Sunny Caribbee Art Gallery
January 23-February 21, 2002
Features Renowned

Caribbean Painter

KARL MERKLEIN

No Frames

KarlMerleinPaintingSailboatToSopers.jpg (26974 bytes)

"Making for Soper's Hole"

--a new original from Karl Merklein. There's a squall moving in so it's full speed ahead to Sopers's Hole, West End, Tortola...approaching from
Jost Van Dyke. 24" x 30"
.

"Sunny Caribbee Gallery [email, located on Main Street in Tortola's Road Town] is pleased to announce the opening of a 4 week showing of original paintings and giclee prints, by one of the Caribbean's most popular artists, Karl Merklein from January 23rd through February 21st, 2002.

'I spent the first eleven years of my life in Oxford, England, where it was cold, dull and serious. The day I found out that there were places where the sun shines more than three days a year, I was off and running. I guess you could say I rebelled'. aClearGIF15h-15w.gif (829 bytes)

To essay:
The Caribbean Paintings of
Karl Merklein
.

KarlMerleinPaintingPoster.jpg (9110 bytes)

Karl's 'running' took him to the Eastern Caribbean 'where no one takes anything seriously. Lets face it, a place where you could get killed by falling coconuts is pretty jolly'.

Karl's painting depict life as a perpetual vacation. In the morning you open your shutters to the sound of the surf, the scent of dewy frangipani and the trilling of tropical birds. On a narrow street, a vendor sells coconuts from the back of a mini van, as goats wander by and island dogs stretch out in the sunlight. In the words of one art critic, 'Merklein creates a world of color and animation that makes you wish you could slather on the suntan lotion, jump into the painting and join the fun'.

Like his artwork, Karl continues to keep moving. He has lived all over the world, bending lines and dispensing jolliness with his whimsical view of life. A world where straight lines, earth tones and temperatures below tropical do not exist.

Karl's work in renowned, and can be found in selective galleries in America and Europe and Sunny Caribbee Gallery [2001 show]."

"Catching My Drift"
KarlMerleinPaintingCatchingMyDrift2.jpg (35494 bytes)

Karl abstracts bold, Rousseau-like patterns in opening a "window," or impression, to the imagination.
The aptly named "Catching My Drift" re-captures the exotic nature of the islands in the familiar age of the jetliner. Folk art abstraction allows the artist to "break through" the conventional viewpoint--not into some weird world of alienated art (the "concrete jungle" of Quito Rymer's songs)--but into an abstract impressionism of simple wholeness, Caribbean charm and exhilaration.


**WHAT THE TASK ASKS:**
Exactly as they appear, set down all the lines of the material.
# # #
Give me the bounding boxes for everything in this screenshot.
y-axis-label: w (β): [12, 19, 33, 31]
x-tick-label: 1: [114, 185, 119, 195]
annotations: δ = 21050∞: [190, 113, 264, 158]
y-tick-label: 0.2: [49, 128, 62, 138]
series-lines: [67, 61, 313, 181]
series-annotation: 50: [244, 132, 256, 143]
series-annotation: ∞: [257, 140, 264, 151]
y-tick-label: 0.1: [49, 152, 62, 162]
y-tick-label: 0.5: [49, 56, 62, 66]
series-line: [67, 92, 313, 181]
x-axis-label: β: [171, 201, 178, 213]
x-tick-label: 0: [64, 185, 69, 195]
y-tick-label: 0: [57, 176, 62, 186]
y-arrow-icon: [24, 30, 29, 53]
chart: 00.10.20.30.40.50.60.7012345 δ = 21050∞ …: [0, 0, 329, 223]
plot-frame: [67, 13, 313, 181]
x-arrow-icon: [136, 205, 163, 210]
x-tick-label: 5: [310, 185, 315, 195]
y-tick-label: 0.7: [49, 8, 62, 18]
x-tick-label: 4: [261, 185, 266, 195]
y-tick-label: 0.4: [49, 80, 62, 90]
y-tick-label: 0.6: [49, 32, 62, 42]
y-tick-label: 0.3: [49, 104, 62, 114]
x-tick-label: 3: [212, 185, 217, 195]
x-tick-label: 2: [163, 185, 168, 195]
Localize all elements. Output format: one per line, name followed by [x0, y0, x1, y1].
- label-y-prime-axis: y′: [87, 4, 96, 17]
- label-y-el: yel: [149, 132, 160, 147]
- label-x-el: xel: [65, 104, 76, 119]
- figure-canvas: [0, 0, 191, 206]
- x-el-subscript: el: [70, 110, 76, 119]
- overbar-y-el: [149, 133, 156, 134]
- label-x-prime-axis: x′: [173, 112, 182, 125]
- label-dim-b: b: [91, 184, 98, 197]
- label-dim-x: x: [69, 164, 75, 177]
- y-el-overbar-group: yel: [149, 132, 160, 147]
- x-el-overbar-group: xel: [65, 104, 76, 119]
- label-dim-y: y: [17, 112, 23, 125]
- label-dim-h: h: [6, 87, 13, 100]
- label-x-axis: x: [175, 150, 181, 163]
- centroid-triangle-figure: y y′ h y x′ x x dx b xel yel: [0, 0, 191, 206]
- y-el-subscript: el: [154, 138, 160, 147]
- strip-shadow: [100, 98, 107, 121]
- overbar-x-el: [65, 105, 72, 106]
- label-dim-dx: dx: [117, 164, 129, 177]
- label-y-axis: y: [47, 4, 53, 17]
# # #
**EXERCISE SOLUTION:**
Give me the bounding boxes for everything in this screenshot.
y-axis-label: w (β): [12, 19, 33, 31]
x-tick-label: 1: [114, 185, 119, 195]
annotations: δ = 21050∞: [190, 113, 264, 158]
y-tick-label: 0.2: [49, 128, 62, 138]
series-lines: [67, 61, 313, 181]
series-annotation: 50: [244, 132, 256, 143]
series-annotation: ∞: [257, 140, 264, 151]
y-tick-label: 0.1: [49, 152, 62, 162]
y-tick-label: 0.5: [49, 56, 62, 66]
series-line: [67, 92, 313, 181]
x-axis-label: β: [171, 201, 178, 213]
x-tick-label: 0: [64, 185, 69, 195]
y-tick-label: 0: [57, 176, 62, 186]
y-arrow-icon: [24, 30, 29, 53]
chart: 00.10.20.30.40.50.60.7012345 δ = 21050∞ …: [0, 0, 329, 223]
plot-frame: [67, 13, 313, 181]
x-arrow-icon: [136, 205, 163, 210]
x-tick-label: 5: [310, 185, 315, 195]
y-tick-label: 0.7: [49, 8, 62, 18]
x-tick-label: 4: [261, 185, 266, 195]
y-tick-label: 0.4: [49, 80, 62, 90]
y-tick-label: 0.6: [49, 32, 62, 42]
y-tick-label: 0.3: [49, 104, 62, 114]
x-tick-label: 3: [212, 185, 217, 195]
x-tick-label: 2: [163, 185, 168, 195]
Localize all elements. Output format: one per line, name followed by [x0, y0, x1, y1].
- label-y-prime-axis: y′: [87, 4, 96, 17]
- label-y-el: yel: [149, 132, 160, 147]
- label-x-el: xel: [65, 104, 76, 119]
- figure-canvas: [0, 0, 191, 206]
- x-el-subscript: el: [70, 110, 76, 119]
- overbar-y-el: [149, 133, 156, 134]
- label-x-prime-axis: x′: [173, 112, 182, 125]
- label-dim-b: b: [91, 184, 98, 197]
- label-dim-x: x: [69, 164, 75, 177]
- y-el-overbar-group: yel: [149, 132, 160, 147]
- x-el-overbar-group: xel: [65, 104, 76, 119]
- label-dim-y: y: [17, 112, 23, 125]
- label-dim-h: h: [6, 87, 13, 100]
- label-x-axis: x: [175, 150, 181, 163]
- centroid-triangle-figure: y y′ h y x′ x x dx b xel yel: [0, 0, 191, 206]
- y-el-subscript: el: [154, 138, 160, 147]
- strip-shadow: [100, 98, 107, 121]
- overbar-x-el: [65, 105, 72, 106]
- label-dim-dx: dx: [117, 164, 129, 177]
- label-y-axis: y: [47, 4, 53, 17]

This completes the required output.